Japan's stock market suffered in the recent weeks together with the rest of Asia, but its shares may actually get a boost from a Federal Reserve rate hike.
In a recent note, Julian Jessop, chief global economist at Capital Economics said that the single key driver of equity performance in 2016 is likely to be fresh weakness in the yen. He expects the Nikkei will reach 23,000 by the end of 2016.
Jessop sees two fillips of further yen
weakness:
1) Expectations the Bank of Japan (BOJ) will expand its
quantitative easing program, potentially next month;
2) A Fed rate increase.
The uncertainty over the decision due later in the day helped drive a global market selloff amid worries over tightening liquidity.

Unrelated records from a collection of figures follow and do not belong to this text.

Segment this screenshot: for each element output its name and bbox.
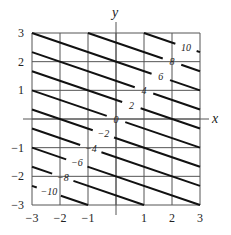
contour-plot: x y −3−2−1123−3−2−1123 −10−8−6−4−2024681… xyxy=(0,0,231,235)
level-curve xyxy=(32,167,52,174)
y-tick-label: −2 xyxy=(11,169,24,183)
level-curve xyxy=(73,181,144,205)
level-curve xyxy=(88,33,163,59)
level-curve xyxy=(32,33,152,74)
x-tick-label: −3 xyxy=(26,211,39,225)
level-label: −4 xyxy=(85,143,97,154)
y-tick-label: 2 xyxy=(18,55,24,69)
level-curve xyxy=(170,80,200,90)
x-tick-label: −2 xyxy=(54,211,67,225)
level-curve xyxy=(32,129,80,145)
y-tick-label: 1 xyxy=(18,83,24,97)
level-curve xyxy=(125,122,200,148)
x-axis-label: x xyxy=(211,111,219,126)
level-curve xyxy=(61,196,88,205)
level-label: 4 xyxy=(142,85,147,96)
level-curve xyxy=(181,65,200,71)
level-label: 10 xyxy=(181,42,191,53)
level-curve xyxy=(141,108,200,128)
axes: x y xyxy=(23,5,219,215)
level-label: −2 xyxy=(98,128,110,139)
level-curve xyxy=(197,51,200,52)
y-tick-label: 3 xyxy=(18,26,24,40)
level-curve xyxy=(32,186,37,188)
x-tick-label: 1 xyxy=(141,211,147,225)
level-label: 6 xyxy=(158,71,163,82)
level-curve xyxy=(153,93,200,109)
level-label: −10 xyxy=(40,186,57,197)
level-label: 0 xyxy=(114,114,119,125)
level-curve xyxy=(32,109,93,130)
level-label: −6 xyxy=(71,157,83,168)
y-axis-label: y xyxy=(110,5,119,20)
y-tick-label: −1 xyxy=(11,141,24,155)
level-curve xyxy=(114,137,200,166)
level-label: 8 xyxy=(170,56,175,67)
level-label: 2 xyxy=(129,100,134,111)
x-tick-label: 3 xyxy=(197,211,203,225)
level-curve xyxy=(32,71,122,102)
x-tick-label: −1 xyxy=(82,211,95,225)
level-curve xyxy=(32,52,135,87)
level-label: −8 xyxy=(57,172,69,183)
level-curve xyxy=(32,90,107,116)
level-curve xyxy=(144,33,175,44)
y-tick-label: −3 xyxy=(11,198,24,212)
level-curve xyxy=(32,148,66,160)
x-tick-label: 2 xyxy=(169,211,175,225)
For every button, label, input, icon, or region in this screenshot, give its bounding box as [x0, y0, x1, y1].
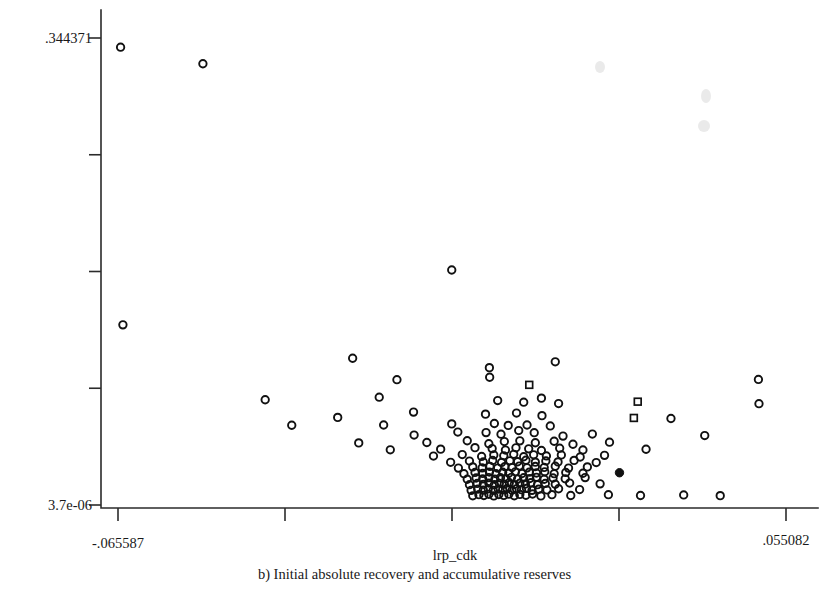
data-point [552, 358, 559, 365]
data-point [530, 451, 537, 458]
data-point [589, 430, 596, 437]
data-point [532, 439, 539, 446]
data-point [471, 444, 478, 451]
data-point [548, 491, 555, 498]
data-point [520, 399, 527, 406]
axis-label-layer: .344371 3.7e-06 -.065587 .055082 lrp_cdk [45, 30, 810, 563]
data-point [505, 422, 512, 429]
plot-canvas: .344371 3.7e-06 -.065587 .055082 lrp_cdk [0, 0, 829, 598]
x-axis-tick-label-min: -.065587 [92, 535, 144, 551]
figure-caption: b) Initial absolute recovery and accumul… [0, 566, 829, 583]
data-point [523, 421, 530, 428]
data-point [410, 431, 417, 438]
data-point [550, 438, 557, 445]
data-point [288, 422, 295, 429]
data-point [642, 446, 649, 453]
data-point [567, 492, 574, 499]
data-point [380, 421, 387, 428]
data-point [482, 410, 489, 417]
data-point [491, 420, 498, 427]
data-point [605, 491, 612, 498]
data-point [448, 420, 455, 427]
data-point [513, 409, 520, 416]
data-point [593, 459, 600, 466]
data-point [199, 60, 206, 67]
data-point [355, 439, 362, 446]
y-axis-tick-label-min: 3.7e-06 [48, 497, 92, 513]
data-point [606, 439, 613, 446]
data-point [334, 414, 341, 421]
data-point [437, 445, 444, 452]
data-point [538, 394, 545, 401]
data-point-layer [117, 43, 763, 499]
data-point [596, 480, 603, 487]
data-point [497, 431, 504, 438]
data-point [755, 400, 762, 407]
data-point [447, 459, 454, 466]
data-point-square [526, 381, 533, 388]
figure-caption-region: b) Initial absolute recovery and accumul… [0, 566, 829, 598]
data-point [430, 452, 437, 459]
y-axis-ticks [89, 38, 101, 505]
data-point-square [630, 415, 637, 422]
data-point [755, 376, 762, 383]
data-point [349, 355, 356, 362]
data-point [486, 364, 493, 371]
data-point [559, 432, 566, 439]
data-point-square [634, 398, 641, 405]
data-point [423, 439, 430, 446]
data-point [531, 429, 538, 436]
data-point [448, 266, 455, 273]
data-point [117, 43, 124, 50]
y-axis-tick-label-max: .344371 [45, 30, 92, 46]
data-point [119, 321, 126, 328]
axes-layer [89, 10, 818, 521]
data-point [637, 492, 644, 499]
data-point [501, 438, 508, 445]
data-point [569, 441, 576, 448]
data-point [547, 422, 554, 429]
x-axis-tick-label-max: .055082 [762, 532, 809, 548]
data-point [576, 486, 583, 493]
scatter-plot-figure: .344371 3.7e-06 -.065587 .055082 lrp_cdk… [0, 0, 829, 598]
data-point [494, 397, 501, 404]
data-point [410, 408, 417, 415]
data-point [537, 492, 544, 499]
data-point [459, 451, 466, 458]
data-point [701, 432, 708, 439]
data-point [717, 492, 724, 499]
scan-artifacts [595, 61, 711, 132]
data-point [601, 452, 608, 459]
data-point [515, 427, 522, 434]
data-point-filled [615, 469, 623, 477]
data-point [464, 437, 471, 444]
data-point [538, 412, 545, 419]
data-point [261, 396, 268, 403]
data-point [454, 428, 461, 435]
data-point [393, 376, 400, 383]
data-point [570, 457, 577, 464]
data-point [667, 415, 674, 422]
data-point [680, 491, 687, 498]
data-point [486, 374, 493, 381]
data-point [482, 429, 489, 436]
data-point [555, 400, 562, 407]
data-point [376, 393, 383, 400]
x-axis-ticks [118, 508, 786, 521]
data-point [387, 446, 394, 453]
x-axis-title: lrp_cdk [433, 547, 478, 563]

If the spread between the two-year U.S. and Japanese government bond yields broadens to one percentage point - it's currently around 70 basis points - that would warrant the Japanese currency falling to his end-2016 forecast of 140 against the U.S. dollar, from around 120.20 Wednesday, and therefore driving the Nikkei higher, according to Jessop.
What makes Japanese assets less appealing is a rise in U.S. bond yields relative to Japan's, as this helps drive outflows that weaken the yen. A softer currency typically boosts stocks as it makes exports more appealing and overseas earnings look clumsy when they are translated back into the yen.
Abenomics
The Japanese market has already had quite a rally, soaring nearly 75 percent since the beginning of 2013 and up nearly 4 percent so far this year despite doubts over whether Abenomics, as Prime Minister Shinzo Abe's plan to boost Japan's economy out of its decades-long deflationary slump is known, will see any success.

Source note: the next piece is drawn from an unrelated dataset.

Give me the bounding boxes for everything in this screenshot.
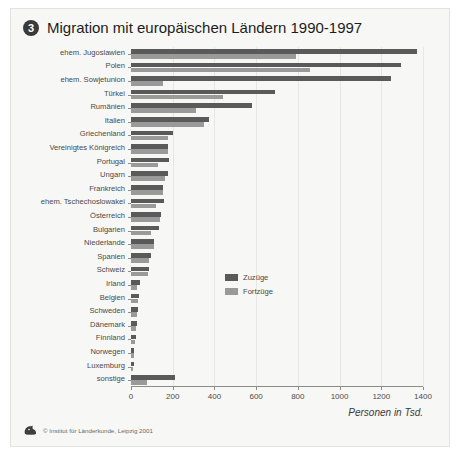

Much of the gains had been spurred by the first wave of Abenomics - a massive quantitative easing program from the Bank of Japan, which sent the yen steeply lower and boosted interest in stocks.
The "second arrow" was meant to be fiscal stimulus. Some strategists got tired of waiting for promised structural reforms, called the "third arrow."
While markets have gained on Abenomics, the world's third-largest economy remained quite mute to the arrows, shrinking an annualized 1.2 percent in the April-to-June quarter, and inflation hasn't reached the BOJ's 2 percent target, with July data indicating zero.
Pointing to some of the concerns over how long the rebound would linger, U.S. ratings agency Standard & Poor's on Wednesday downgraded Japan's credit rating to A+ from AA-.
Japan's Prime Minister Shinzo Abe
A number of analysts, meanwhile, do not expect the Japanese central bank to introduce further easing. DBS thinks BOJ will monitor the impact of any Fed hike on the foreign-exchange market before moving.
"Overall, there appears to be a reluctance
to further expand the monetary base target," DBS said in a note
Wednesday. "If the yen is to weaken again, it will have to come from a
stronger U.S. dollar."
But Capital Economics is not alone in awaiting the BOJ to expand its 80 trilllion yen ($670 billion) worth of asset purchases yearly, therefore pressing down the value of the yen.
David Roche, global
strategist at research house Independent Strategy, said in an interview with CNBC that he expects more money printing:
"They have an inflation target ahead and they're going to have to print more money to hit the inflation target."
In his view, some of that stimulus may flow directly toward the stock market, as central bank appears to be running out of people willing to sell it Japanese government bonds, spurring the BOJ toward buying other risky assets, such as stocks.